The Secret Life of Students is a new four-part show focusing on the lives of a dozen freshers at Leicester University.

Capturing the media’s tragic obsession with social media, the show’s tag line is: “It’s not just their grades that are being examined; these students’ texts, tweets, pictures, videos and status updates pop up on screen alongside their on-campus shenanigans.”

Terrifying. Channel 4 have done their best to recreate the so-called success of Fresh Meat but in real life. So they chose Leicester.

They monitor every Facebook message, WhatsApp group, Snapchat, text and tweet from the poor 12 youngsters, waiting for them to crack and cry down the phone to Mummy or their best mates over the first three months of uni.

Each of their social media updates are flaunted for our scrutiny as we watch them attempt to settle into student life.

Tonight at 10pm, you’ll meet Josie, Aiden and teetotal Lauren. Here’s some of the patronising bios to tell you who they really are.

Josie, 19, with her 1,000 Facebook friends, “seems to have life sussed”. But the Geography student from London misses her best mates and sends 50,000 messages to them to make up for it.

Josie sends over 50,000 facebook messages to her friends

Aiden is 18, will study Business Management, has dreadful hair and “thinks himself a bit of a ladies man”. Apparently, he doesn’t care if people are offended by him, just as long as they know who he is. He’s even been t0 Kavos and Zante so “he knows what university will be like; he cannot wait for Fresher’s Week.”

Aiden, 18, is a ‘top lad’

Then there’s history student Lauren. She doesn’t drink, but she does send over 100 tweets per day. Channel 4 invite us to watch her struggle to integrate with other boozed up freshers while she tries to build a conversation around the fact she’s read Anne Frank’s diary 39 times.

Lauren, 18, is nervous about campus life

Over the course of the series you’ll meet the other nine. Mads, we are told, becomes Josie’s best friend. She spent her years at a boarding school in Oxford, but missed her grades and found a place at Leicester.

Gemma, 19, spends her days texting her boyfriend back home. She grew up on a farm and worries about ending nights at 4am and losing touch with her boyfriend.

21-year-old Tanya is a single mum and lives at home with her two-year-old daughter. After her fiancé cheated on her, she called off the wedding, turned her life around and applied to Leicester. We’ll watch as she juggles the responsibilities of a mother with studying criminology.
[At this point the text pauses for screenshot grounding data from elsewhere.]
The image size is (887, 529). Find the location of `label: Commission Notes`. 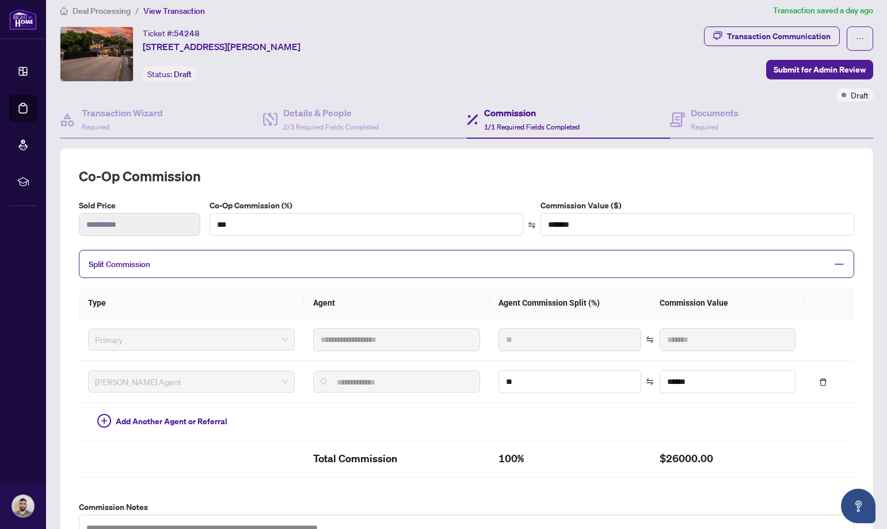

label: Commission Notes is located at coordinates (466, 507).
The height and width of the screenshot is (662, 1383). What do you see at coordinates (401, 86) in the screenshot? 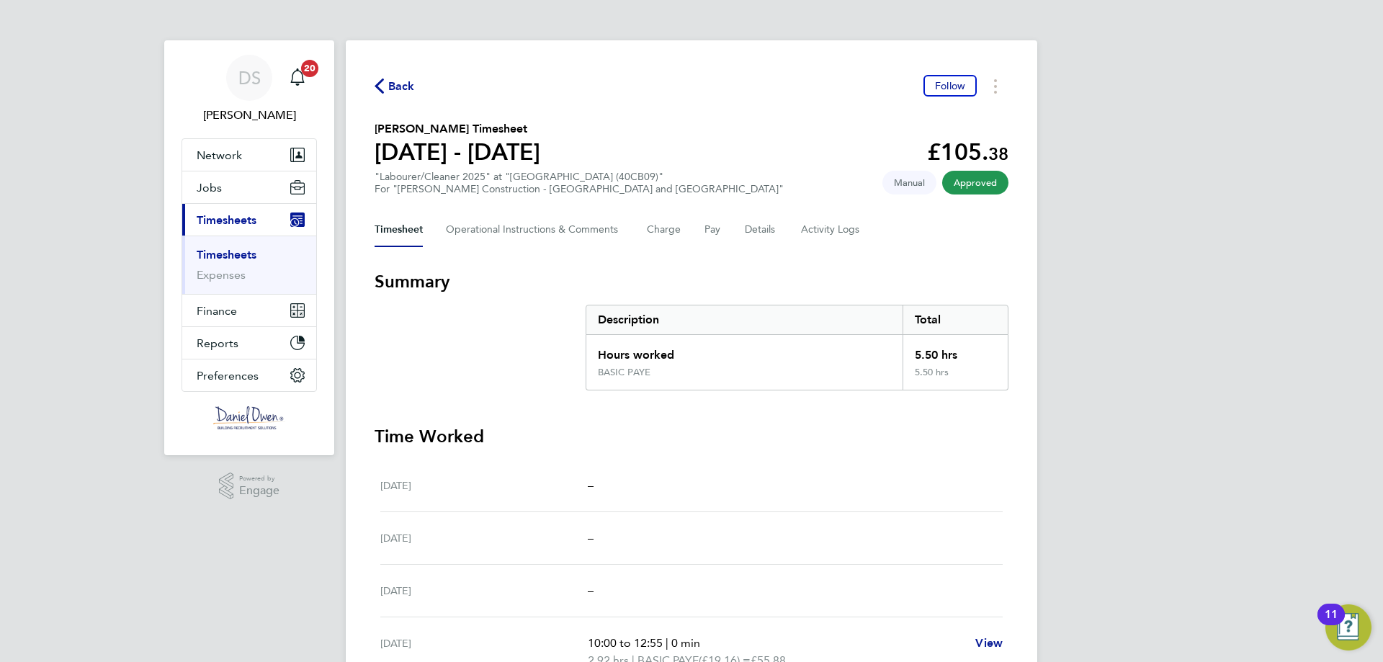
I see `span: Back` at bounding box center [401, 86].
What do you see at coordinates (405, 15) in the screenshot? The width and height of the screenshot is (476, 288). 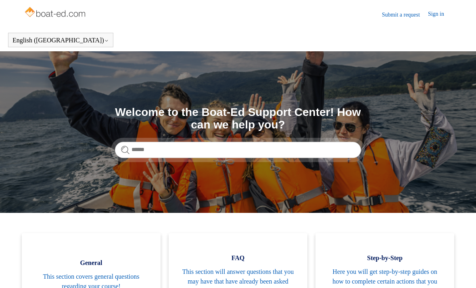 I see `a: Submit a request` at bounding box center [405, 15].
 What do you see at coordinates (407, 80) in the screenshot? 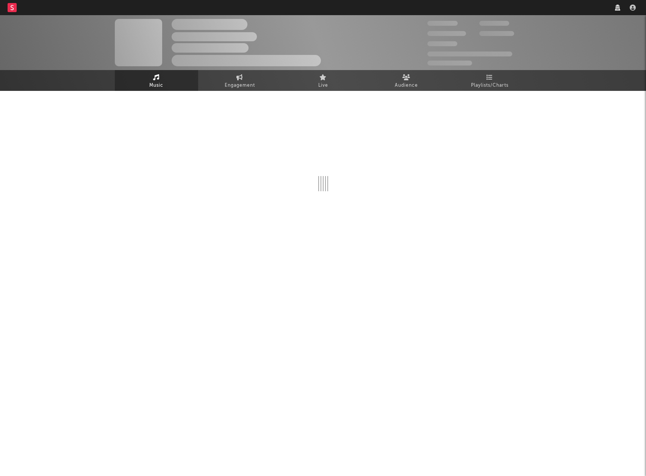
I see `a: Audience` at bounding box center [407, 80].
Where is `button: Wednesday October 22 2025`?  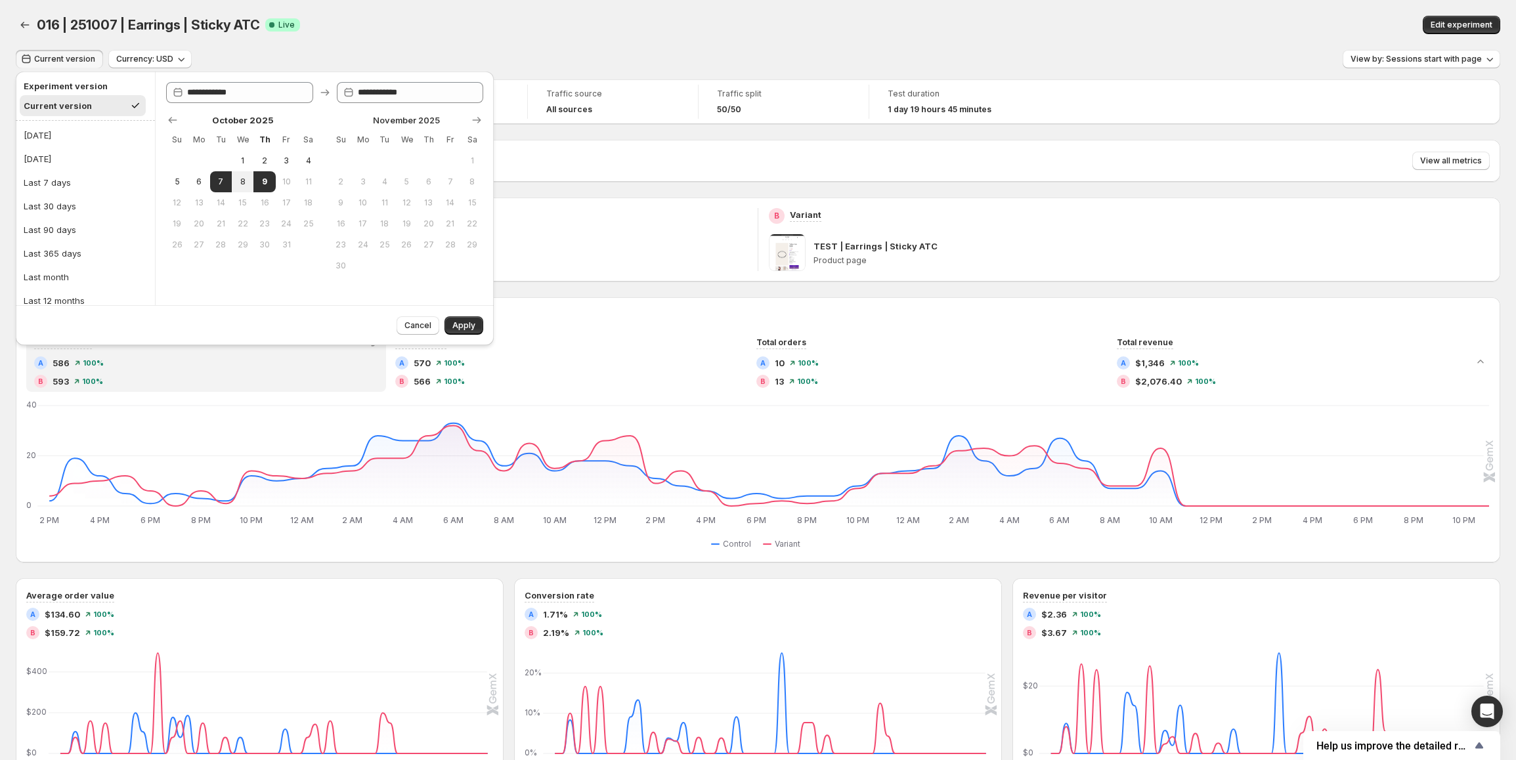 button: Wednesday October 22 2025 is located at coordinates (242, 224).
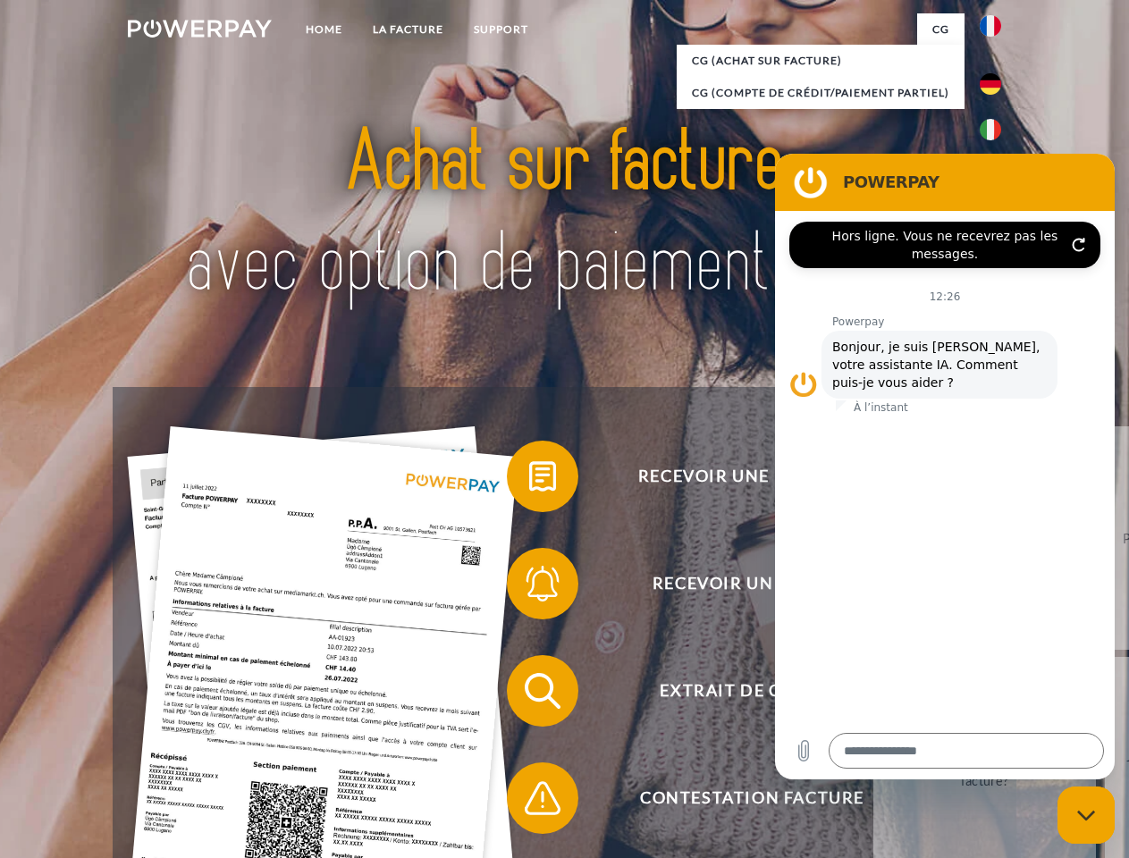 The image size is (1129, 858). I want to click on img: qb_bill.svg, so click(543, 477).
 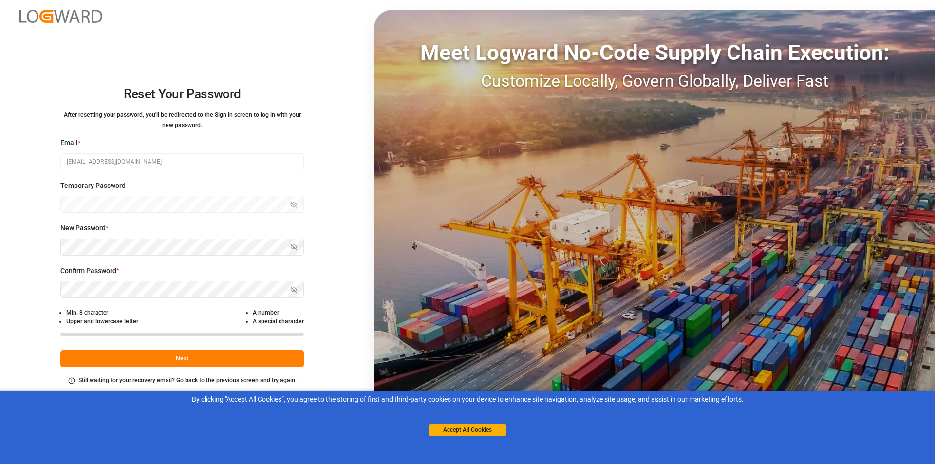 I want to click on span: Temporary Password, so click(x=93, y=186).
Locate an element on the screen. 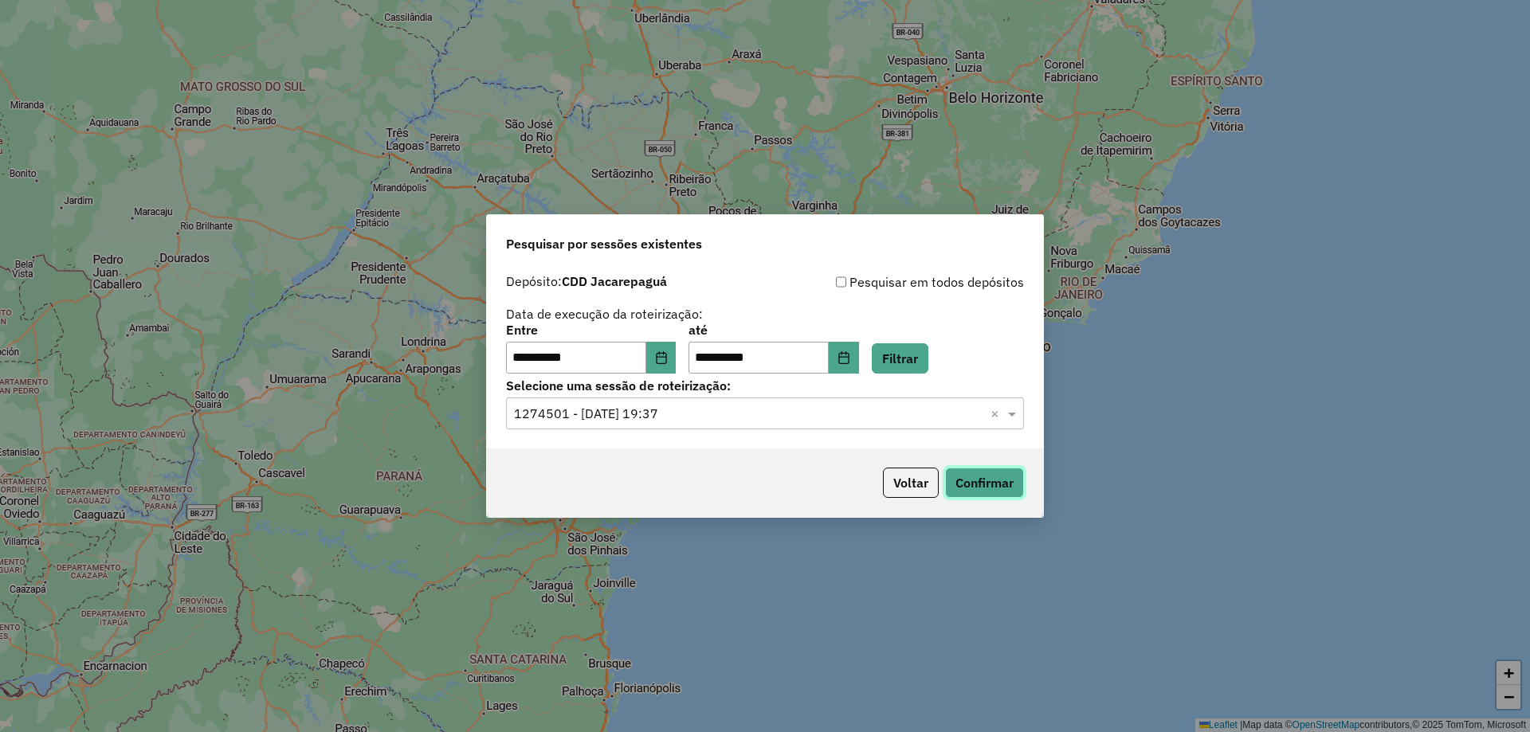  button: Filtrar is located at coordinates (900, 359).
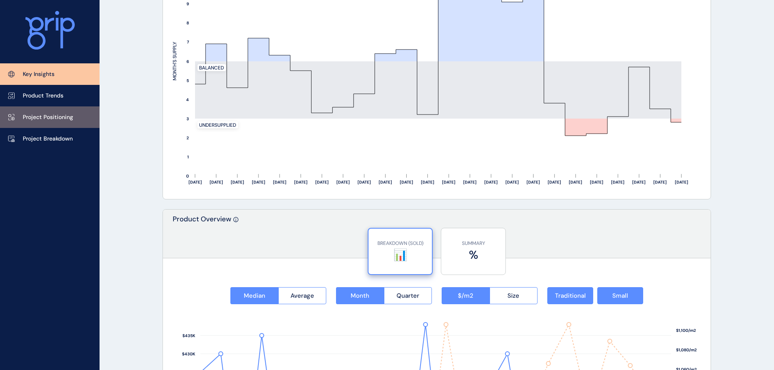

Luke is your stereotypical Irish student. He plays Gaelic football and hurling, obviously. Luke is “a total lad. He’s staying ‘a single pringle ready to mingle’ for uni, and mostly goes out ‘on the lash’ with his mates.” He can’t stand lazy people so how on earth will he get on with other students?

Hellen has been stuck in a bubble her entire life, so she’s worried about heading to uni but her baking skills will surely earn her some new pals. The 19-year-old from Richmond is joining the burlesque society, because she loves dancing and vintage clothes.

Astrophysics student Jack is ambitious and a bit of a lad. But the 18-year old has never had sex and takes romantic advice from his dad via text. Will this Hampshire boy come good at uni?

For Ben the pressure is on to move courses. He wasn’t accepted onto medicine but could move if he does well in his first year. The 18-year-old does want to have fun. Can he resist the temptation of VK fuelled debauchery or can he stayed focused?

Tottenham girl Brenda is glued to her phone. She sent over 19,000 texts during the filming period. But can the 18-year-old blogger ditch technology and make new friends?

The only time mummy’s boy Hassan has ever left home was for a Duke of Edinburgh expedition. He can’t wait to get away from nagging parents, but will he wake up for lectures in time.

In true television executive style, this is another shoddy concept cooked up by middle aged businessman thinking it will appeal to the masses, throwing in social media, because it’s that thing we all sit on our phones doing all day long.